Summary
An awkward, badly directed, insipid excuse for a thriller that is in no means worth the risk of infection to see.
In Black Water: Abyss, a group of friends goes exploring into a new cave system, but the rising water level and a hungry crocodile turns their expedition into a battle for survival. This is a premise that has worked before, and technically it should again. Think about how many movies you have seen, with a group trapped in a nightmarish and claustrophobic setting, fighting against the odds to survive, as they are picked off one at a time by an unseen menace.
As far as tried and trusted plots go, this is one of the best. It’s cheap to do, requires a small cast and limited sets, and lends itself to tension and terror that most of us would dread to be in, and yet somehow, almost incredibly, Black Water: Abyss manages to fail on every level.
For a start, the cast presented to us are some of the most unlikeable characters you will find in a film of this type, This initial problem is one that drags the whole production down the sinkhole. By the third act, you neither care nor worry about these people, and yes, I was rooting for the crocodile in the final scene.
For a tense and gripping premise, director Andrew Traucki somehow manages to slow the pace of this film down to a bone-crushing halt.
The spine curdling foreshadowed subplot is so terribly misused, that you wonder why it was so clumsily shoehorned into the thing in the first place. It adds nothing to the proceedings and only makes you dislike these poor excuses for friends even more.

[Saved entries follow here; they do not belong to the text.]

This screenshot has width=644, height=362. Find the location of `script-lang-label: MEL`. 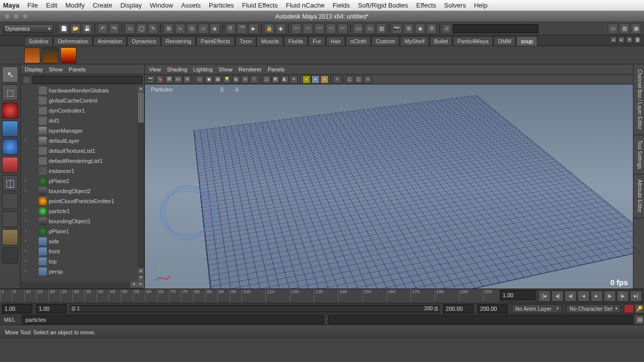

script-lang-label: MEL is located at coordinates (10, 320).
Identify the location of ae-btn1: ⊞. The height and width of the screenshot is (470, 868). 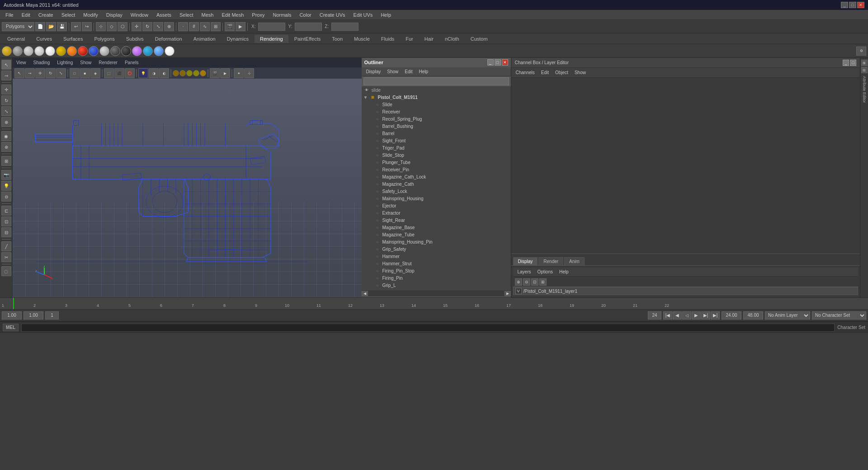
(864, 63).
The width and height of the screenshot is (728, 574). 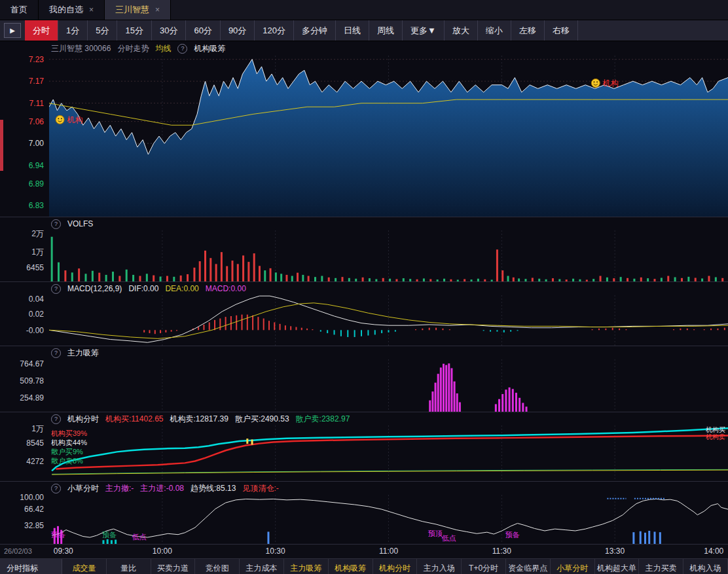 I want to click on axis-label: 254.89, so click(x=31, y=398).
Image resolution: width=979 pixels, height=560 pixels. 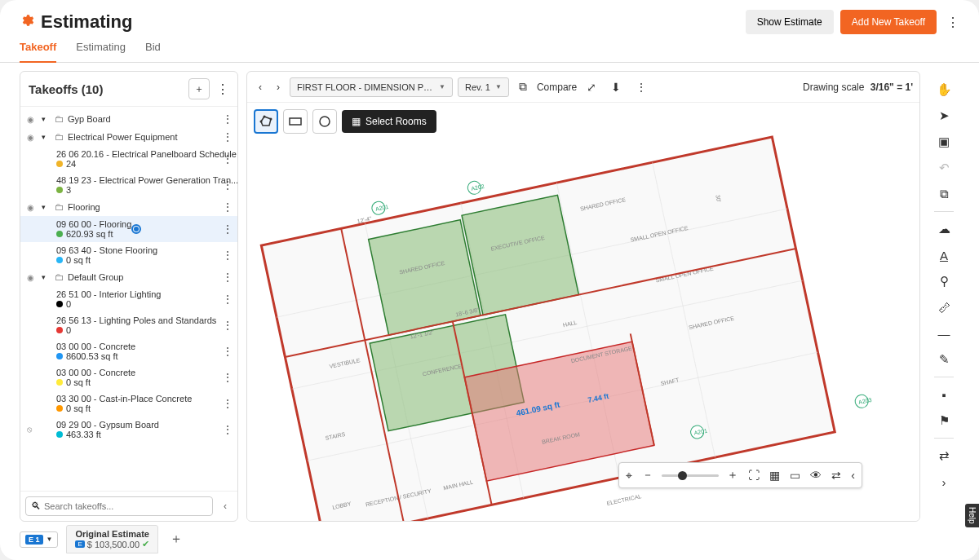 I want to click on cloud-icon: ☁, so click(x=944, y=229).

The crocodile that seems to be stalking them is very rarely seen, again a technique that can work, but here it just seemed cheap and probably cost-effective not to show it.
The final scene of this drivel is so mind-numbingly handled that I can only guess it was tacked on when they realized that the film is very low on thrills and something else had to happen.
The very few other patrons in our local Odeon that had risked their lives to trek out and watch this, had either fallen asleep or laughed out loud at the cringe-worthy denouement.
Do yourself a favor and miss this. It’s not worth risking infection to sit through this awkward, badly directed insipid excuse for a thriller.